The cable guy

It does not matter how early I set the alarm. It does not matter if I make lunches the night before. It does not matter if I put out every last uniform and school bag in order to minimize morning chaos.

My family unfailingly starts its day with a huge helping of pandemonium.

The Bermuda Triangle of grammar school belongings guarantees the unavoidable loss of school bag, lunch or band instrument before we even arrive at the car. Our minivan’s doors have recently decided they resent being closed and are now offering arctic ventilation the entire way to school.

As a matter of general principal, all three boys consistently get themselves ensnared in their seat belts at the exact moment I am trying to shove them out the door before the carpool crowd murders me.

Checking to make sure I have unloaded the proper number of passengers, I cautiously steer towards my second school drop-off. It is then that I am serenaded with a symphony from the dashboard, advising me that those godforsaken doors are, yet again, not shutting properly.

Rattled, I begin to drive home. That is when Joey pipes up from the third row. “AREN’T YOU DROPPING ME OFF, TOO, MOMMY?”

Whoops. My bad.

After another school drop-off that reminds me of a drunken game of Frogger, with kids darting between cars and assorted lunatics believing intersections are the proper place to deposit children, I arrive home. Before I can decide whether or not to pour some long-expired cream into my coffee, there is the doorbell.

It’s the cable guy.

Wearing Tweety Bird jammies and my husband’s old college sweatshirt, I can’t remember if I had put on a bra. My socks are two different colors. I have peanut butter in my hair.

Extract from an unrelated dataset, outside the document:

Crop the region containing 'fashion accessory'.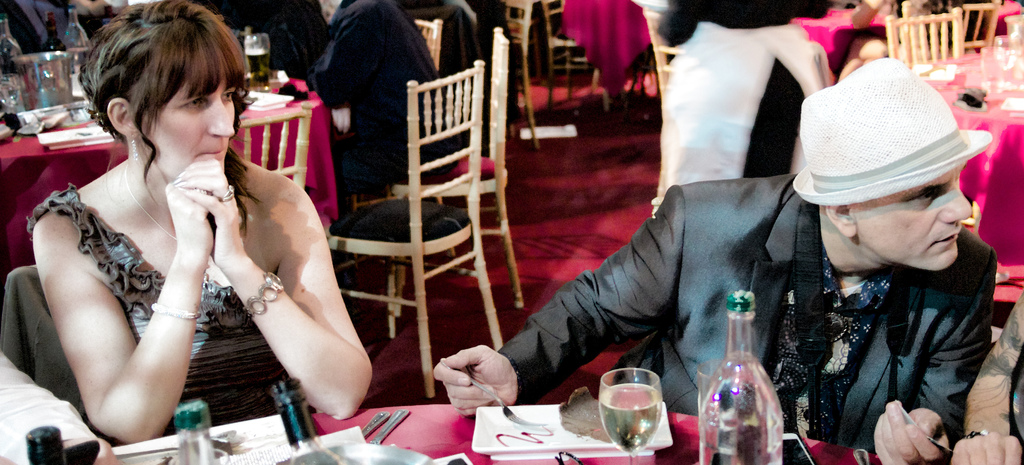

In other words, I am HAWT.

Vladimir the Cable Guy smiles while placing paper booties over his shoes. Electric shock therapy-looking moms are a dime a dozen in this neighborhood at 8 a.m. He is from the Ukraine. We discuss recent developments in his homeland, and then he has a few technical questions. I ‘fess up and admit that the only person who understands anything more complicated than the microwave in our house is Danny, and he was at school.

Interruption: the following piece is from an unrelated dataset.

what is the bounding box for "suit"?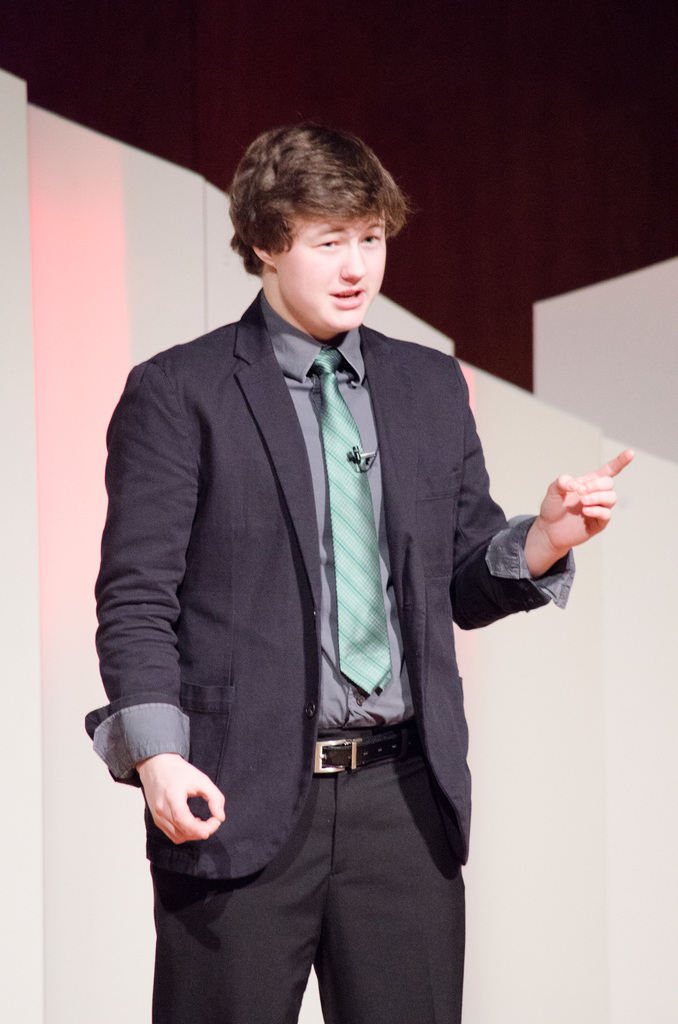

Vladimir nods and gets to work in typical Eastern European fashion.

He is done within an hour.

There was once a time that I wouldn’t have left my house without full makeup and proper attire. I donned business suits and heels every day for a decade. I believed the true sign of a lady was whether she wore pantyhose and pearls.

Now?

I discuss global events in a tattered EIU sweatshirt that has witnessed the fall of the Berlin Wall, Zima “the clear beer” and O.J. Simpson.

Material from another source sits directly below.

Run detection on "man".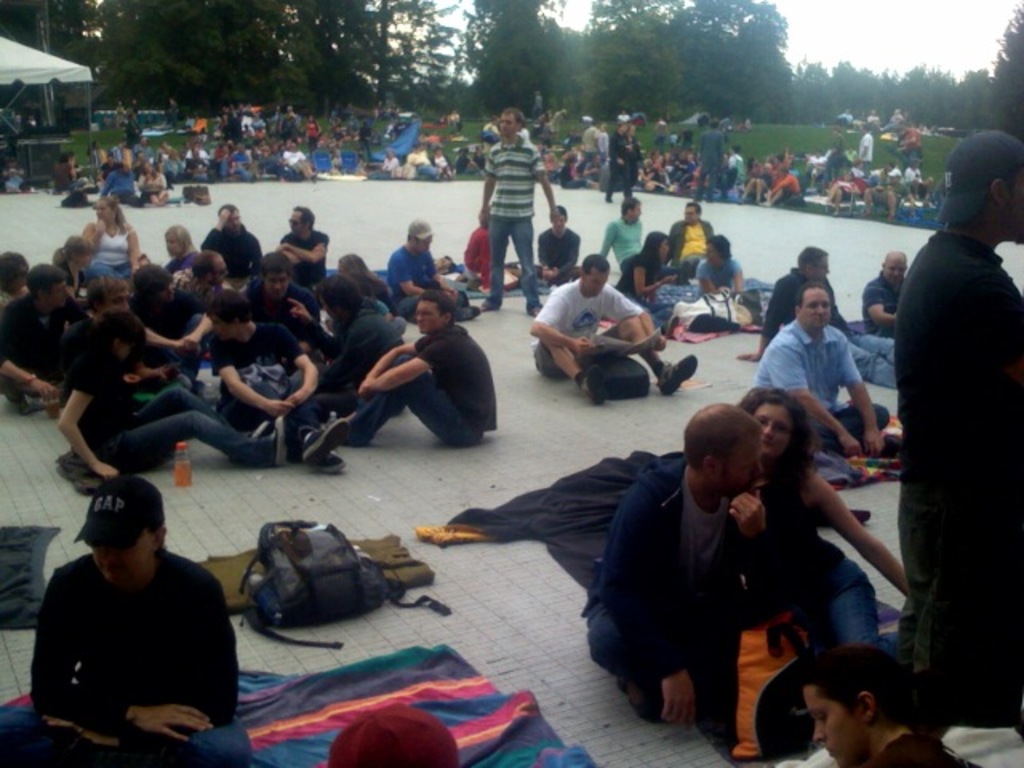
Result: [x1=232, y1=254, x2=320, y2=328].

That pearl-wearing, pantyhose-from-a-blue-egg freak would have never appreciated the Vladimirs of the world who speak multiple languages, fix gadgetry in minutes and have the good sense to turn down toxic coffee when they are offered it.

It’s just another one of those lessons we are told as a kid, but never quite appreciate until the years grant us some semblance of wisdom.

Never judge a book by its cover, a cable guy by his booties or a mom by her Tweety Birds. You might miss a thing or two.

And in my case, I would have never gotten to ride in the best open-air minivan the world has ever seen.